The High West Yippee Ki-Yay Rye

750 ml grassroots movement survival tote

High-West-Yippee-Ki-Yay-RyeTasting notes:
The High West Yippee Ki-Yay noses of sweet ’n’ spicy grasses and buttered butterscotch, sautéed in butter ’n’ Scotch. Upon the communion of his nose with the glass, John erupted into song (from My Fair Lady), but as to be expected, garbled the words, “The grain on trains malts ungainly in Des Plaines.” Arise, Sir John, you’ve been dubbed ‘Poet Laureate of the Malt Cave, 2016,’ with all the rights and privileges pertaining thereto! Sorry, where was I? Bronze knobs from a knotty pinewood dresser laid gently on an entryway rug that was woven from cherry blossoms and alfalfa sprouts. Stephen found also family stickers on the back a minivan; in other words, he is smelling the daemons of his future life in the present. Sorry, where was I?

On the mouth, an intriguing blend of ipecac syrup and burdock root paste inject some welcome bitterness into the expected sweetness of the rye. Going further, that arabesque of ‘bitter’ is like…adding bitters to a drink. No, wait! That sounds silly! Rather, it’s like climbing the chocolate ladder from white to waxy milk to sour milk to Swiss milk to over-50% cacao to climbing Jacob’s ladder to heavenly bitterness. Chocolate without bitterness is simply a rich excuse for sugar-loading; with the bitter, it’s Theobroma, the food of the gods. This is a new twist on rye and rye-drinking. I typically think of rye as something to be slammed down on the bar by a fiery cowboy or mixed into a cocktail by a fiery-eyed but otherwise stoic, long-bearded, artisinally-sophisticated Brooklynite. Here, I’m sensing an evolutionary process that allows the drink to buffet me internally and externally, as if the vicissitudes of chewing leather to soften it allowed me to see it as divine über-Necco wafers (of the gods).

The finish evokes the act of masticating palm fronds for a battlefield poultice in the Civil War’s largely unknown, and heretofore unsung, Battle of the Lesser Antilles. There’s the continuation of the bitterness, which lasts as long as the woes of David Caruso’s post-NYPD Blue movie career. [Stephen: Is he selling reverse mortgages now?]  We also found an unused, raw hemp fishing net, much handled by urban-myth-believing teenagers.

 

Rating:
On the scale of political phenomena that force a re-evaluation of the status quo–
The High West Yippee Ki-Yay Rye is the grassroots movement–There’s grass, there’s roots, and most definitely a profound re-evaluation of the status quo of rye whiskey ensued.*
 
 
 
                                                                      –Bill
 
 
 
   * And yes, dear readers, I naturally considered rating it on the scale of Die Hard movies, or some such, but here at Malt Impostor Central ever do we take the path of greatest resistance.

 

–Our thanks to High West for the sample!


**PROBLEM DESCRIPTION:** Go line by line through the data below and work out how many lines contain "syndrome"; the answer is that number alone.

☆ ☆ ☆ ☆ ☆

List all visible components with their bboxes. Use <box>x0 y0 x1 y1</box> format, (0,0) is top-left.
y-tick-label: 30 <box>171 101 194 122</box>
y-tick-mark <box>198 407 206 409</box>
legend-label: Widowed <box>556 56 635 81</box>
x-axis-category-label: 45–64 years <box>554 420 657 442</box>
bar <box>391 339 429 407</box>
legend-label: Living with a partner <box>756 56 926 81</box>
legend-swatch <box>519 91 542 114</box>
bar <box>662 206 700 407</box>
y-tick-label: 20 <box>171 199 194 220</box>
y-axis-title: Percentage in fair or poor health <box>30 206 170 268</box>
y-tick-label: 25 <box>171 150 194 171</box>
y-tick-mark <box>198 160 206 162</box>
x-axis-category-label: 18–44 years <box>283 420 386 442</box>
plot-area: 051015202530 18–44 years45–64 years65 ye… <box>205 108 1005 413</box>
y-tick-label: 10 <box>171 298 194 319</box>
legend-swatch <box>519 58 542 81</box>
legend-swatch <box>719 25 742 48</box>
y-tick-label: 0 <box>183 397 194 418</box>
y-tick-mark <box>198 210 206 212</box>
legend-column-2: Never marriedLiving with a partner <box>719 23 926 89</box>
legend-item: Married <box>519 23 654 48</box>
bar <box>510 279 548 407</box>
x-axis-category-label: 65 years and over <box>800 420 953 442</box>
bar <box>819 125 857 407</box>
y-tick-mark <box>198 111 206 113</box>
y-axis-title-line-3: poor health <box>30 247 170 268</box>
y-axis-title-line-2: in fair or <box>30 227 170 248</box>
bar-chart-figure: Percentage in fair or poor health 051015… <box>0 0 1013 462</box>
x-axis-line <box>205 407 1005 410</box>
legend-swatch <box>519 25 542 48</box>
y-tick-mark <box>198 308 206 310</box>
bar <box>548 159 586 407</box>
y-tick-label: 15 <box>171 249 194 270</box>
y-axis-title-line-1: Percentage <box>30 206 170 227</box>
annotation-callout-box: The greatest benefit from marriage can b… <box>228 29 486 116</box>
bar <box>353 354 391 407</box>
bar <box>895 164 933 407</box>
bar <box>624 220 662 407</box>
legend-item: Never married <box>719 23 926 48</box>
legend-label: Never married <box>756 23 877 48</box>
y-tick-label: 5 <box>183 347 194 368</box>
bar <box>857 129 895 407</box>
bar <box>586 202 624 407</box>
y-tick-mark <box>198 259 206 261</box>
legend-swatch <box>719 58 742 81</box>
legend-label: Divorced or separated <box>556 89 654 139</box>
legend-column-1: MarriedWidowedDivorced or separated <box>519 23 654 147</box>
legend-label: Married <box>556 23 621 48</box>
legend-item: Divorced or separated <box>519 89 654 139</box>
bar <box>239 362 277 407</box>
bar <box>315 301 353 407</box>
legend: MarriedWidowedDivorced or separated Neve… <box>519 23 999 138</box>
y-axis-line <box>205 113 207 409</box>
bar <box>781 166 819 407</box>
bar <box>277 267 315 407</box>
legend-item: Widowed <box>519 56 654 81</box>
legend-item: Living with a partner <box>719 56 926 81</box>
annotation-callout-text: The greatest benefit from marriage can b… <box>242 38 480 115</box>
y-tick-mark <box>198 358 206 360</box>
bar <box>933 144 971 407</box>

☆ ☆ ☆ ☆ ☆

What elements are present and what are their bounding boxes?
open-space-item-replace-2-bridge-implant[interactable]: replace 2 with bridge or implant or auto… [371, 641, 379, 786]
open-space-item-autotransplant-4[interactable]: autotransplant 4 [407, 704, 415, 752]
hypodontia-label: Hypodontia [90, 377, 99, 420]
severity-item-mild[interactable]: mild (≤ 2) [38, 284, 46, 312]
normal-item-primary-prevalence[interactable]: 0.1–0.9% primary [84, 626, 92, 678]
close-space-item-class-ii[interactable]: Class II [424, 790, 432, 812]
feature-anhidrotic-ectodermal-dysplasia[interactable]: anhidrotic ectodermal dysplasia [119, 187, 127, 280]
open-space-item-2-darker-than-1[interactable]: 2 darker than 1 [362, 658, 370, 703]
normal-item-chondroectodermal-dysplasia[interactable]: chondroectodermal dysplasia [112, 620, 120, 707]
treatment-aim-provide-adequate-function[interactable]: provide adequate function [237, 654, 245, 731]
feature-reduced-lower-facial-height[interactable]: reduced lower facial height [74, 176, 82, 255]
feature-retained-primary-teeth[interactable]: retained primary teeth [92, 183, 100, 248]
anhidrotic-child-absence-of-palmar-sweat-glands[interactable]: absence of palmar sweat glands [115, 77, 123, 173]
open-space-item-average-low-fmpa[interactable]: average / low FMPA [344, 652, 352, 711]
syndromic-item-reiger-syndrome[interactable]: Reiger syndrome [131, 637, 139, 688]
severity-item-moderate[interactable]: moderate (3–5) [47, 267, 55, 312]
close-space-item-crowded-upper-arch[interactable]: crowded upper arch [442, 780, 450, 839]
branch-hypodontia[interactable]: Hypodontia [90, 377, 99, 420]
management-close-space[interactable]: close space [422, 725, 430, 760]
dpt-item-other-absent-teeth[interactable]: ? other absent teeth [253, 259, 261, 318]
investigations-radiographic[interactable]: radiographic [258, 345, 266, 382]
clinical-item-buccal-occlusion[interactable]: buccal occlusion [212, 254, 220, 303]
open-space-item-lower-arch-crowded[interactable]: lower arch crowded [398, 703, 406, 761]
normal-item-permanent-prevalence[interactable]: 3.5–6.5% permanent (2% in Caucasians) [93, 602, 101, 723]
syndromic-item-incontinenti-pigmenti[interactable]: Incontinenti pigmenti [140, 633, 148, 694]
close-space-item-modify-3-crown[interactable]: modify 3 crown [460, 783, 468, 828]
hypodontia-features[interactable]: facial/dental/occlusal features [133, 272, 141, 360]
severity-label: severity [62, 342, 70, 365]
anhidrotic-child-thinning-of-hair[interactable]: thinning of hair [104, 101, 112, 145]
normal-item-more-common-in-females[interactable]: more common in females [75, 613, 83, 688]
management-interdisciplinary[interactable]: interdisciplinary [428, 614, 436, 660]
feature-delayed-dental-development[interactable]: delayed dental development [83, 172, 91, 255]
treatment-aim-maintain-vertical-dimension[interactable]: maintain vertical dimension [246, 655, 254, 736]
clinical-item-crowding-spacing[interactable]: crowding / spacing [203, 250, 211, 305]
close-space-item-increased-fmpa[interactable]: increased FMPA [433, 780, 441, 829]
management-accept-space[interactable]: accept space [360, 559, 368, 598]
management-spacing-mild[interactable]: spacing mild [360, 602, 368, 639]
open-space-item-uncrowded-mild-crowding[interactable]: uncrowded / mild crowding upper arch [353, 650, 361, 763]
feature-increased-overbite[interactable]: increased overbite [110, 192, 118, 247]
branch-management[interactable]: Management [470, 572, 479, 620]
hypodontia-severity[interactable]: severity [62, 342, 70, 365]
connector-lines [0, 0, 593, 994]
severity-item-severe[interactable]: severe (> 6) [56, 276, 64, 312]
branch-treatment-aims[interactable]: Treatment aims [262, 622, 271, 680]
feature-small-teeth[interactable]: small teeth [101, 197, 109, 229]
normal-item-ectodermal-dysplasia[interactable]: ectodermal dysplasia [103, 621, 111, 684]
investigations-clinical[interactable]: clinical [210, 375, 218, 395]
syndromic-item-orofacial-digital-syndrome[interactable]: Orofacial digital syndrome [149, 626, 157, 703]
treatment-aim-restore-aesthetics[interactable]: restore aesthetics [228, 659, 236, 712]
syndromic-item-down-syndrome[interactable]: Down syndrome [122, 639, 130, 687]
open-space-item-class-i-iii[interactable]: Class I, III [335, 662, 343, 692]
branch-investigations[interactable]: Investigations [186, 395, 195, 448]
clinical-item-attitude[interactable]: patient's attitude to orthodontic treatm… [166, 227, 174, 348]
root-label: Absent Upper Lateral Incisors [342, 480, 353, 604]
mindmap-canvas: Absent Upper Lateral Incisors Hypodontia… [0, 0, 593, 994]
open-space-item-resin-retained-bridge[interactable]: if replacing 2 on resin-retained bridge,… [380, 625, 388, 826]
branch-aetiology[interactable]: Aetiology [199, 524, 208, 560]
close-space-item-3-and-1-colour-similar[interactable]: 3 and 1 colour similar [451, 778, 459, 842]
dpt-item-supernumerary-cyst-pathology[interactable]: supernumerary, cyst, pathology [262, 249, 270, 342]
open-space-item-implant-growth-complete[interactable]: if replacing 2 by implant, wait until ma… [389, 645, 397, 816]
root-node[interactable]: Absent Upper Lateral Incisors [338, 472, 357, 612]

☆ ☆ ☆ ☆ ☆

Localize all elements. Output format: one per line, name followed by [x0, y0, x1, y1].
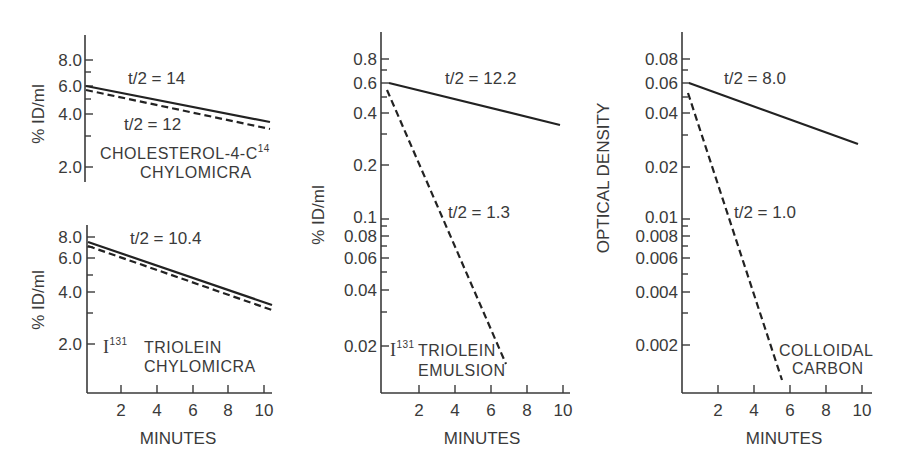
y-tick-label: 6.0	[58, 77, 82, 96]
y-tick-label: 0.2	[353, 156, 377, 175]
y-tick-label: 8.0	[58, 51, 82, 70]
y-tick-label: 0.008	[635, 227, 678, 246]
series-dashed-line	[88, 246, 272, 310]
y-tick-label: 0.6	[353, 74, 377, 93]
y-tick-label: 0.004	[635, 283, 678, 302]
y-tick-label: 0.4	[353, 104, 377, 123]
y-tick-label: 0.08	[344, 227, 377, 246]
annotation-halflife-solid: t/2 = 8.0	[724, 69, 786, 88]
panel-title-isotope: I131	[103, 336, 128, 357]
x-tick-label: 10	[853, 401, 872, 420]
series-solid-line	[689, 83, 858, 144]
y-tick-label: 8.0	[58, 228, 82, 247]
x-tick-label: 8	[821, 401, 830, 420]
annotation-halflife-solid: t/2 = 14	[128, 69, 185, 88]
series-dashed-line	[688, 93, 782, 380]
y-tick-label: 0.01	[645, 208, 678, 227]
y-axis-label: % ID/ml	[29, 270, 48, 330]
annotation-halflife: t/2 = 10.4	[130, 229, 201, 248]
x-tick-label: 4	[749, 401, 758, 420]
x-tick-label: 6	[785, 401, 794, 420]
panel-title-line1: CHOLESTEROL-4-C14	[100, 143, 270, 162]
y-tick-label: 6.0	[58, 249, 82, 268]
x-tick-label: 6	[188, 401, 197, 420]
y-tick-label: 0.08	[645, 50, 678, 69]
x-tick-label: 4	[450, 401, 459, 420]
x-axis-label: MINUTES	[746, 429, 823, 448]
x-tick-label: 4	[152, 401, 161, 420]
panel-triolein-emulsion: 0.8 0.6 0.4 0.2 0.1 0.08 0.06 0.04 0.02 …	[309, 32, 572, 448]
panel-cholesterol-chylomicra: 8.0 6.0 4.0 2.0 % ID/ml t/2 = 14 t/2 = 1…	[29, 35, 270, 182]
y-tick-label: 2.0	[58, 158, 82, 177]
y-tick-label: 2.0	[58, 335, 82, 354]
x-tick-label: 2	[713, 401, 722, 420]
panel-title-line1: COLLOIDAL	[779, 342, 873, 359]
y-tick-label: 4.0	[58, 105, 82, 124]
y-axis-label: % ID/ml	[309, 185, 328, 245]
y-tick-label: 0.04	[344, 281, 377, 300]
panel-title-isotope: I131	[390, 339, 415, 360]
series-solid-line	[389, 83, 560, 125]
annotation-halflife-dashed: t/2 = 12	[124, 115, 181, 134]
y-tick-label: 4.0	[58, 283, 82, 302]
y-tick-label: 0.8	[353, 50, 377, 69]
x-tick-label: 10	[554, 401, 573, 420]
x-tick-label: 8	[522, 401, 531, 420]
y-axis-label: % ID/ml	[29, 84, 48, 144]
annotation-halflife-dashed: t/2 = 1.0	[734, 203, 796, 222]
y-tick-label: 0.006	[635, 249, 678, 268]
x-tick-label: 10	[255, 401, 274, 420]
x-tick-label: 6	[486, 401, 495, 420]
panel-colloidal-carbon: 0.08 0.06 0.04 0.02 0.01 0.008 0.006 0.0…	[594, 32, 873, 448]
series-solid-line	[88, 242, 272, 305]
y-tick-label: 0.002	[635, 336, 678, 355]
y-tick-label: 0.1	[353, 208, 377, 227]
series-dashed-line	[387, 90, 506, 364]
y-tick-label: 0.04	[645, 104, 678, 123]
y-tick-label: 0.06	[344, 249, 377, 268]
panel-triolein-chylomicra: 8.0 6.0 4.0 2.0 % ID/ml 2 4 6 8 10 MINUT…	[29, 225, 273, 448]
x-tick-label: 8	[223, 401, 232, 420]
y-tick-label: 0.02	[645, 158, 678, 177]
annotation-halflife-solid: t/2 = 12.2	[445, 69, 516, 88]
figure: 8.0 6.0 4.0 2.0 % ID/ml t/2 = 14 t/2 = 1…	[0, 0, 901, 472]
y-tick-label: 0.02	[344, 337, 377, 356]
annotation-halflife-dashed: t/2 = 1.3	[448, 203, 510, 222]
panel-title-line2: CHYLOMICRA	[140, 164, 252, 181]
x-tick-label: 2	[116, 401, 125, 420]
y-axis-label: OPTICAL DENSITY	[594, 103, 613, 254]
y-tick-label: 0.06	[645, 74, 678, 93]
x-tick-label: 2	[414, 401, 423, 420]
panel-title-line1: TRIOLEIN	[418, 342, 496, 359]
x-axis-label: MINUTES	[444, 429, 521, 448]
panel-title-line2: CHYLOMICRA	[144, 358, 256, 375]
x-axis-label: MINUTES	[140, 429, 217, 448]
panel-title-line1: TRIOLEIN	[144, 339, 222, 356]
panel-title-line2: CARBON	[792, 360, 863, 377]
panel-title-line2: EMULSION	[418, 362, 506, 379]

☆ ☆ ☆ ☆ ☆

**OUTPUT OF THE TASK:** 3